Face Facts: The NBA Season Is Not Going to Start on Time
Nov. 1 was going to be a fun night. The Dirk Nowitzki, Jason Kidd and the rest of the Mavericks were finally going to get their championship rings (or whatever) and Mark Cuban was going get a banner raised to the rafters in Dallas. Then the Mavericks were going to take on the Chicago Bulls in what would be a fun matchup. Right as that ended, the next generation in the west — the Oklahoma City Thunder – were to take on older generation not ready to go quietly, the Los Angeles Lakers.
The NBA was going to open its new season that night in grand style.
Now, NBA arenas will be dark.
That’s not official, yet. But after labor negotiations went nowhere over the weekend, in the next couple of days you can expect the NBA will officially cancel at least another week and likely the rest of the NBA preseason schedule.
Actual regular season NBA games will not be far behind.
It’s going to take at about a month from the day the owners and players reach a handshake agreement to the first NBA regular season game. Today is Oct. 1.
Saturday’s labor talk went on for more than seven hours with no real progress — and they didn’t even address the biggest issue, the elephant in the room, how to divide up “basketball related income.” (What did they do for seven hours, watch college football and eat nachos?) The two sides plan to meet again Monday and Tuesday, but both sides keep using phrases like “far apart” and “gulf” to describe the talks. There is no reason to expect a big breakthrough in the immediate future.
And if there isn’t regular season games will be postponed. The league will hold off as long as it can on making that formal announcement, but it’s going to come. Brace yourself for it.
It is possible for the season to be delayed a couple weeks and still get in the full 82 games. That, however, means you think there will be a breakthrough in the next couple of weeks that will allow the clock to start toward a regular season.
Team facilities can open a few days after a handshake labor deal is reached. But it is going to take a couple of weeks for the attorneys to hammer out the language and for both the owners and players to formally approve the deal. Then there will be a condensed training camp with a frenzied free agent season on top of it. Each team will have a handful of exhibition games. Then the season will start. In 1999 during the last lockout, that all took a month.
Both players and people tied to ownership I’ve spoken to have thought that there would be a partial season. Nobody thinks the whole thing will be lost (that conversation is for around Christmas if we are still locked out).
What is clear after this crucial weekend of talks is the owners really want to pressure the players — the first missed player paycheck would not be until Nov. 15. Meanwhile the players are better prepared and more unified than they were last lockout. Neither side is breaking, neither is really willing to move off their current lines very far. There is not a spirit of compromise.
Without that spirit, there may not be an NBA season at all.
But for now, just know the NBA season will not start on time.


▶ _Your instructions_
Select from the data all lines with the word "labels".

▶ _Figure dataset records_

_ _ _ _ _

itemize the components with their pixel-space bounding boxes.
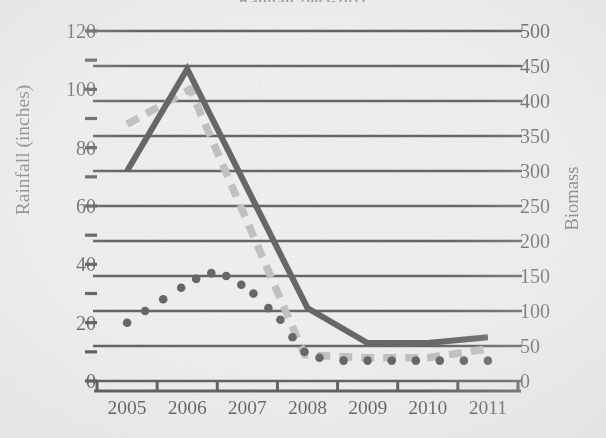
data-point-dot <box>288 333 297 342</box>
data-point-dot <box>363 356 372 365</box>
data-point-dot <box>222 272 231 281</box>
data-point-dot <box>177 283 186 292</box>
data-point-dot <box>315 353 324 362</box>
data-point-dot <box>387 356 396 365</box>
rainfall-biomass-chart: Rainfall 2005-2011 Rainfall (inches) Bio… <box>0 0 606 438</box>
data-point-dot <box>159 295 168 304</box>
data-point-dot <box>123 318 132 327</box>
data-point-dot <box>412 356 421 365</box>
data-point-dot <box>237 281 246 290</box>
data-point-dot <box>141 307 150 316</box>
data-point-dot <box>436 356 445 365</box>
data-point-dot <box>300 348 309 357</box>
data-point-dot <box>207 269 216 278</box>
data-point-dot <box>264 304 273 313</box>
plot-area <box>0 0 606 438</box>
data-point-dot <box>339 356 348 365</box>
data-point-dot <box>249 289 258 298</box>
data-point-dot <box>276 316 285 325</box>
data-point-dot <box>192 275 201 284</box>
data-point-dot <box>484 356 493 365</box>
data-point-dot <box>460 356 469 365</box>
series-black-dotted-line <box>123 269 492 365</box>
series-gray-dashed-line <box>127 89 488 357</box>
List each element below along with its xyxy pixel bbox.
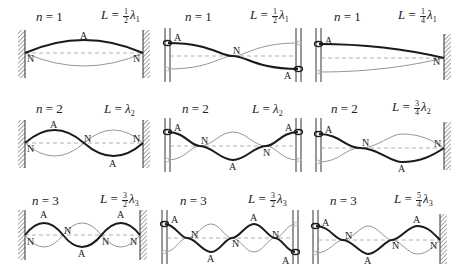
node-marker: N	[191, 230, 198, 240]
node-marker: N	[232, 239, 239, 249]
antinode-marker: A	[284, 71, 291, 81]
right-wall	[444, 34, 451, 80]
antinode-marker: A	[40, 210, 47, 220]
node-marker: N	[27, 144, 34, 154]
node-marker: N	[102, 237, 109, 247]
antinode-marker: A	[325, 125, 332, 135]
node-marker: N	[345, 231, 352, 241]
mode-label-n: n = 3	[32, 194, 59, 207]
antinode-marker: A	[174, 33, 181, 43]
node-marker: N	[430, 241, 437, 251]
antinode-marker: A	[250, 213, 257, 223]
antinode-marker: A	[398, 164, 405, 174]
antinode-marker: A	[322, 218, 329, 228]
wave-ghost	[319, 58, 444, 72]
mode-label-n: n = 2	[331, 102, 358, 115]
node-marker: N	[201, 136, 208, 146]
length-label: L = 54λ3	[394, 192, 433, 209]
node-marker: N	[64, 226, 71, 236]
antinode-marker: A	[282, 256, 289, 266]
antinode-marker: A	[117, 210, 124, 220]
node-marker: N	[433, 57, 440, 67]
antinode-marker: A	[229, 162, 236, 172]
length-label: L = λ2	[104, 102, 135, 118]
length-label: L = 32λ3	[248, 192, 287, 209]
wave-main	[25, 40, 143, 53]
wave-ghost	[25, 53, 143, 66]
left-wall	[18, 30, 25, 78]
node-marker: N	[233, 46, 240, 56]
node-marker: N	[133, 134, 140, 144]
antinode-marker: A	[174, 123, 181, 133]
node-marker: N	[133, 54, 140, 64]
node-marker: N	[272, 230, 279, 240]
length-label: L = 12λ1	[250, 8, 289, 25]
mode-label-n: n = 1	[334, 10, 361, 23]
length-label: L = 34λ2	[392, 100, 431, 117]
mode-label-n: n = 2	[182, 102, 209, 115]
length-label: L = λ2	[252, 102, 283, 118]
node-marker: N	[434, 139, 441, 149]
mode-label-n: n = 1	[185, 10, 212, 23]
right-wall	[143, 30, 150, 78]
antinode-marker: A	[325, 36, 332, 46]
antinode-marker: A	[78, 249, 85, 259]
node-marker: N	[362, 138, 369, 148]
node-marker: N	[130, 237, 137, 247]
node-marker: N	[27, 54, 34, 64]
antinode-marker: A	[207, 254, 214, 264]
wave-main	[319, 44, 444, 58]
panel-fixed-fixed-n2	[18, 120, 150, 168]
antinode-marker: A	[413, 215, 420, 225]
mode-label-n: n = 3	[330, 194, 357, 207]
mode-label-n: n = 1	[36, 10, 63, 23]
node-marker: N	[392, 241, 399, 251]
node-marker: N	[263, 148, 270, 158]
length-label: L = 12λ1	[101, 8, 140, 25]
panel-free-fixed-n1	[315, 28, 452, 82]
panel-free-fixed-n2	[315, 118, 452, 172]
node-marker: N	[84, 134, 91, 144]
antinode-marker: A	[80, 31, 87, 41]
node-marker: N	[27, 237, 34, 247]
antinode-marker: A	[171, 215, 178, 225]
antinode-marker: A	[109, 159, 116, 169]
antinode-marker: A	[285, 123, 292, 133]
length-label: L = 14λ1	[398, 8, 437, 25]
mode-label-n: n = 3	[180, 194, 207, 207]
standing-wave-diagram: n = 1 L = 12λ1 n = 1 L = 12λ1 n = 1 L = …	[0, 0, 457, 275]
panel-free-fixed-n3	[312, 210, 448, 264]
mode-label-n: n = 2	[36, 102, 63, 115]
antinode-marker: A	[364, 256, 371, 266]
length-label: L = 32λ3	[100, 192, 139, 209]
antinode-marker: A	[50, 120, 57, 130]
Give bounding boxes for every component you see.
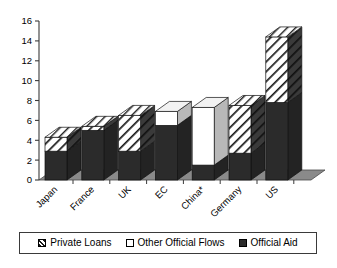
legend-label-other-official-flows: Other Official Flows	[138, 238, 225, 248]
y-axis: 0 2 4 6 8 10 12 14 16	[21, 15, 39, 185]
legend-label-private-loans: Private Loans	[50, 238, 111, 248]
chart-plot-area: 0 2 4 6 8 10 12 14 16 JapanFranceUKECChi…	[0, 0, 337, 268]
bar-segment-side	[177, 115, 191, 180]
bar-segment-front	[266, 102, 288, 180]
bar-segment-front	[192, 165, 214, 180]
chart-legend: Private Loans Other Official Flows Offic…	[19, 232, 317, 254]
bar-segment-side	[288, 27, 302, 103]
bar-segment-front	[155, 125, 177, 180]
bar-segment-front	[229, 105, 251, 153]
y-axis-ticks	[35, 21, 39, 180]
bar-segment-front	[192, 107, 214, 165]
bar-group	[82, 116, 118, 180]
x-axis-label: US	[263, 184, 280, 201]
legend-item-other-official-flows: Other Official Flows	[126, 238, 225, 248]
bar-group	[119, 105, 155, 180]
y-tick-label-6: 6	[27, 115, 32, 126]
x-axis-label: Japan	[33, 184, 59, 210]
x-axis-label: China*	[179, 183, 207, 211]
bar-group	[229, 95, 265, 180]
x-axis-ticks	[73, 180, 294, 184]
y-tick-label-2: 2	[27, 155, 32, 166]
legend-item-official-aid: Official Aid	[239, 238, 298, 248]
bar-series-group	[45, 27, 302, 180]
x-axis-label: UK	[116, 183, 134, 201]
x-axis-label: Germany	[208, 183, 244, 219]
bar-group	[192, 97, 228, 180]
dark-swatch-icon	[239, 239, 247, 247]
y-tick-label-16: 16	[21, 15, 32, 26]
y-tick-label-14: 14	[21, 35, 32, 46]
bar-segment-front	[119, 115, 141, 151]
bar-segment-front	[82, 126, 104, 130]
bar-segment-front	[82, 130, 104, 180]
bar-chart: 0 2 4 6 8 10 12 14 16 JapanFranceUKECChi…	[0, 0, 337, 268]
bar-segment-side	[288, 92, 302, 180]
legend-item-private-loans: Private Loans	[38, 238, 111, 248]
white-swatch-icon	[126, 239, 134, 247]
y-tick-label-0: 0	[27, 174, 32, 185]
bar-segment-front	[119, 151, 141, 180]
bar-segment-side	[104, 120, 118, 180]
bar-group	[45, 127, 81, 180]
x-axis-label: EC	[153, 184, 170, 201]
bar-segment-front	[229, 153, 251, 180]
bar-segment-front	[45, 151, 67, 180]
bar-segment-front	[45, 137, 67, 151]
y-tick-label-12: 12	[21, 55, 32, 66]
y-tick-label-10: 10	[21, 75, 32, 86]
hatch-swatch-icon	[38, 239, 46, 247]
bar-segment-front	[266, 37, 288, 103]
legend-label-official-aid: Official Aid	[251, 238, 298, 248]
bar-group	[266, 27, 302, 180]
y-tick-label-4: 4	[27, 135, 32, 146]
bar-segment-front	[155, 111, 177, 125]
bar-group	[155, 101, 191, 180]
bar-segment-side	[214, 97, 228, 165]
x-axis-labels: JapanFranceUKECChina*GermanyUS	[33, 183, 280, 219]
x-axis-label: France	[68, 184, 97, 213]
y-tick-label-8: 8	[27, 95, 32, 106]
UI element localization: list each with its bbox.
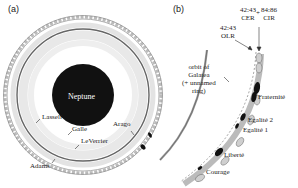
- neptune-rings-figure: (a) (b) Neptune Lassell Galle LeVerrier …: [0, 0, 298, 188]
- arc-label-egalite-2: Egalité 2: [248, 117, 273, 124]
- ring-diagram-graphic: [0, 0, 298, 188]
- panel-label-b: (b): [173, 4, 184, 14]
- arc-label-egalite-1: Egalité 1: [243, 127, 268, 134]
- planet-label: Neptune: [68, 92, 95, 101]
- ring-label-adams: Adams: [30, 163, 50, 170]
- label-olr: 42:43 OLR: [220, 24, 236, 40]
- ring-label-leverrier: LeVerrier: [81, 138, 108, 145]
- arc-label-liberte: Liberté: [224, 152, 244, 159]
- ring-label-arago: Arago: [113, 121, 131, 128]
- ring-label-lassell: Lassell: [42, 114, 62, 121]
- ring-label-galle: Galle: [72, 126, 87, 133]
- label-galatea-orbit: orbit of Galatea (+ unnamed ring): [182, 63, 216, 95]
- arc-label-courage: Courage: [206, 169, 230, 176]
- label-cer: 42:43 CER: [240, 6, 256, 22]
- panel-label-a: (a): [8, 4, 19, 14]
- label-cir: 84:86 CIR: [261, 6, 277, 22]
- label-plus: +: [256, 10, 260, 17]
- arc-label-fraternite: Fraternité: [258, 94, 285, 101]
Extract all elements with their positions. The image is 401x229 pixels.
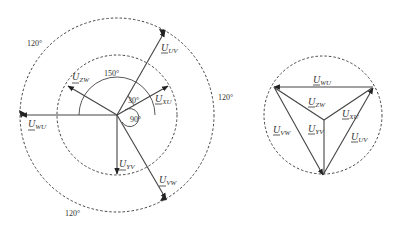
label-u-xu: UXU [155, 93, 173, 106]
svg-text:UVW: UVW [159, 174, 178, 187]
label-r-u-zw: UZW [308, 96, 326, 109]
label-r-u-uv: UUV [351, 131, 368, 144]
angle-label-120-top-left: 120° [27, 39, 42, 48]
svg-text:UWU: UWU [28, 118, 47, 131]
label-u-uv: UUV [161, 42, 178, 55]
angle-label-30: 30° [128, 96, 139, 105]
left-phasor-diagram: UUV UXU UZW UWU UYV UVW 150° 30° 90° 120… [19, 18, 233, 218]
vector-u-vw [117, 115, 166, 199]
right-triangle-diagram: UWU UZW UXU UVW UYV UUV [264, 56, 382, 175]
right-dashed-circle [264, 56, 382, 174]
angle-label-120-right: 120° [218, 93, 233, 102]
svg-text:UZW: UZW [72, 71, 90, 84]
vector-u-uv-side [323, 88, 373, 175]
angle-label-90: 90° [130, 115, 141, 124]
label-u-zw: UZW [72, 71, 90, 84]
label-r-u-yv: UYV [308, 123, 324, 136]
label-r-u-xu: UXU [342, 108, 360, 121]
angle-label-150: 150° [104, 69, 119, 78]
label-u-vw: UVW [159, 174, 178, 187]
vector-u-zw [68, 86, 117, 115]
label-u-wu: UWU [28, 118, 47, 131]
phasor-diagram-canvas: UUV UXU UZW UWU UYV UVW 150° 30° 90° 120… [0, 0, 401, 229]
angle-arc-150 [79, 77, 155, 115]
label-r-u-wu: UWU [313, 74, 332, 87]
angle-label-120-bottom: 120° [65, 209, 80, 218]
svg-text:UYV: UYV [119, 158, 135, 171]
label-u-yv: UYV [119, 158, 135, 171]
label-r-u-vw: UVW [273, 124, 292, 137]
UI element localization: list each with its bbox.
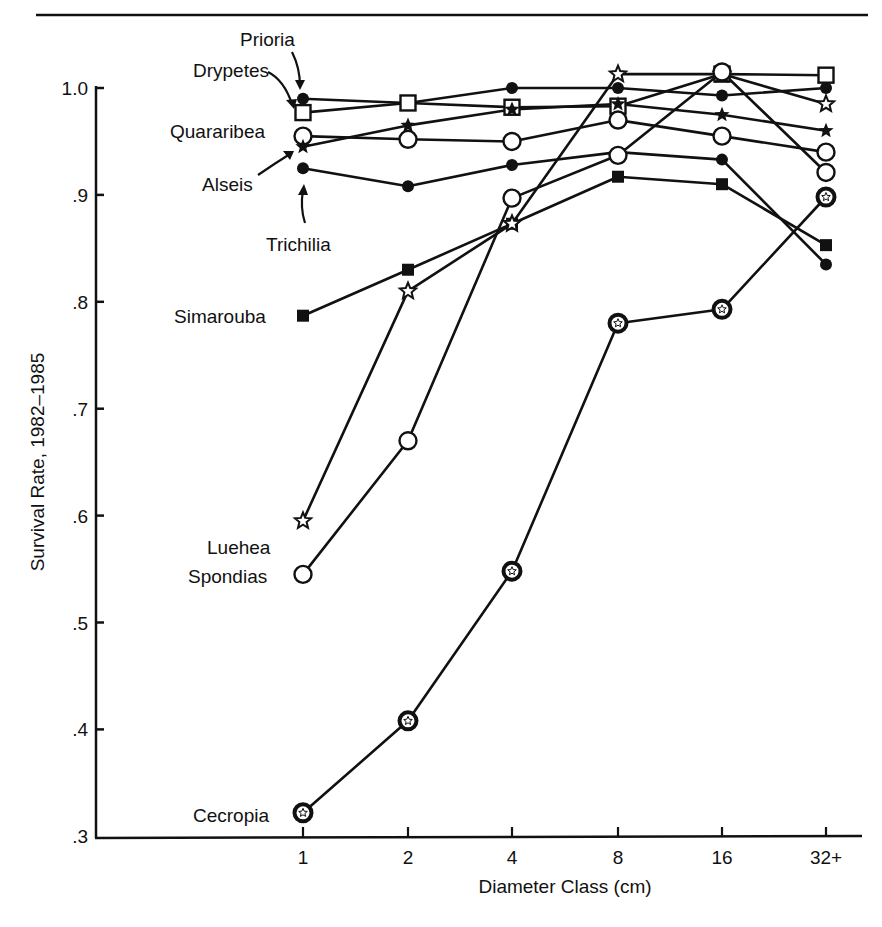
marker-simarouba: [716, 178, 728, 190]
marker-alseis: [714, 107, 729, 122]
marker-prioria: [506, 82, 518, 94]
marker-prioria: [297, 93, 309, 105]
marker-spondias: [504, 190, 521, 207]
survival-rate-chart: 1.0.9.8.7.6.5.4.3 12481632+ Survival Rat…: [0, 0, 882, 927]
x-ticks: 12481632+: [298, 827, 842, 868]
label-simarouba: Simarouba: [174, 306, 266, 327]
y-tick-label: .6: [72, 506, 88, 527]
marker-luehea: [295, 512, 311, 527]
label-quararibea: Quararibea: [170, 121, 265, 142]
marker-simarouba: [820, 239, 832, 251]
marker-luehea: [610, 66, 626, 81]
marker-quararibea: [400, 131, 417, 148]
marker-luehea: [818, 96, 834, 111]
marker-trichilia: [297, 162, 309, 174]
label-prioria: Prioria: [240, 29, 295, 50]
x-tick-label: 1: [298, 847, 309, 868]
y-tick-label: 1.0: [62, 78, 88, 99]
series-line-quararibea: [303, 120, 826, 152]
label-alseis: Alseis: [202, 174, 253, 195]
marker-drypetes: [401, 95, 416, 110]
series-labels: Prioria Drypetes Quararibea Alseis Trich…: [170, 29, 331, 826]
marker-alseis: [818, 123, 833, 137]
y-tick-label: .8: [72, 292, 88, 313]
series-line-simarouba: [303, 177, 826, 316]
y-tick-label: .7: [72, 399, 88, 420]
marker-simarouba: [402, 264, 414, 276]
label-cecropia: Cecropia: [193, 805, 269, 826]
marker-quararibea: [504, 133, 521, 150]
y-tick-label: .4: [72, 719, 88, 740]
marker-simarouba: [612, 171, 624, 183]
x-tick-label: 8: [613, 847, 624, 868]
marker-spondias: [295, 566, 312, 583]
label-trichilia: Trichilia: [266, 234, 331, 255]
label-drypetes: Drypetes: [193, 60, 269, 81]
marker-spondias: [714, 63, 731, 80]
marker-spondias: [610, 147, 627, 164]
marker-quararibea: [714, 128, 731, 145]
marker-spondias: [818, 164, 835, 181]
x-tick-label: 32+: [810, 847, 842, 868]
marker-trichilia: [820, 258, 832, 270]
x-axis: [95, 836, 862, 838]
arrow-alseis: [258, 154, 290, 175]
series-lines: [303, 72, 826, 813]
marker-simarouba: [297, 310, 309, 322]
x-axis-label: Diameter Class (cm): [478, 876, 651, 897]
x-tick-label: 16: [711, 847, 732, 868]
label-spondias: Spondias: [188, 566, 267, 587]
marker-prioria: [612, 82, 624, 94]
marker-trichilia: [716, 154, 728, 166]
y-axis-label: Survival Rate, 1982–1985: [27, 353, 48, 572]
x-tick-label: 2: [403, 847, 414, 868]
marker-trichilia: [506, 159, 518, 171]
y-tick-label: .9: [72, 185, 88, 206]
series-line-cecropia: [303, 197, 826, 813]
label-luehea: Luehea: [207, 537, 271, 558]
x-tick-label: 4: [507, 847, 518, 868]
marker-quararibea: [818, 144, 835, 161]
marker-trichilia: [402, 180, 414, 192]
series-line-spondias: [303, 72, 826, 574]
marker-quararibea: [610, 112, 627, 129]
marker-prioria: [716, 89, 728, 101]
marker-luehea: [400, 283, 416, 298]
y-ticks: 1.0.9.8.7.6.5.4.3: [62, 78, 104, 847]
arrow-drypetes: [268, 72, 292, 104]
series-line-trichilia: [303, 152, 826, 264]
marker-spondias: [400, 432, 417, 449]
y-tick-label: .5: [72, 613, 88, 634]
marker-drypetes: [296, 105, 311, 120]
y-tick-label: .3: [72, 826, 88, 847]
marker-drypetes: [819, 68, 834, 83]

_ _ _ _ _

▶ _Your solution_
x-axis-labels: JapanFranceUKECChina*GermanyUS	[33, 183, 280, 219]
series-labels: Prioria Drypetes Quararibea Alseis Trich…: [170, 29, 331, 826]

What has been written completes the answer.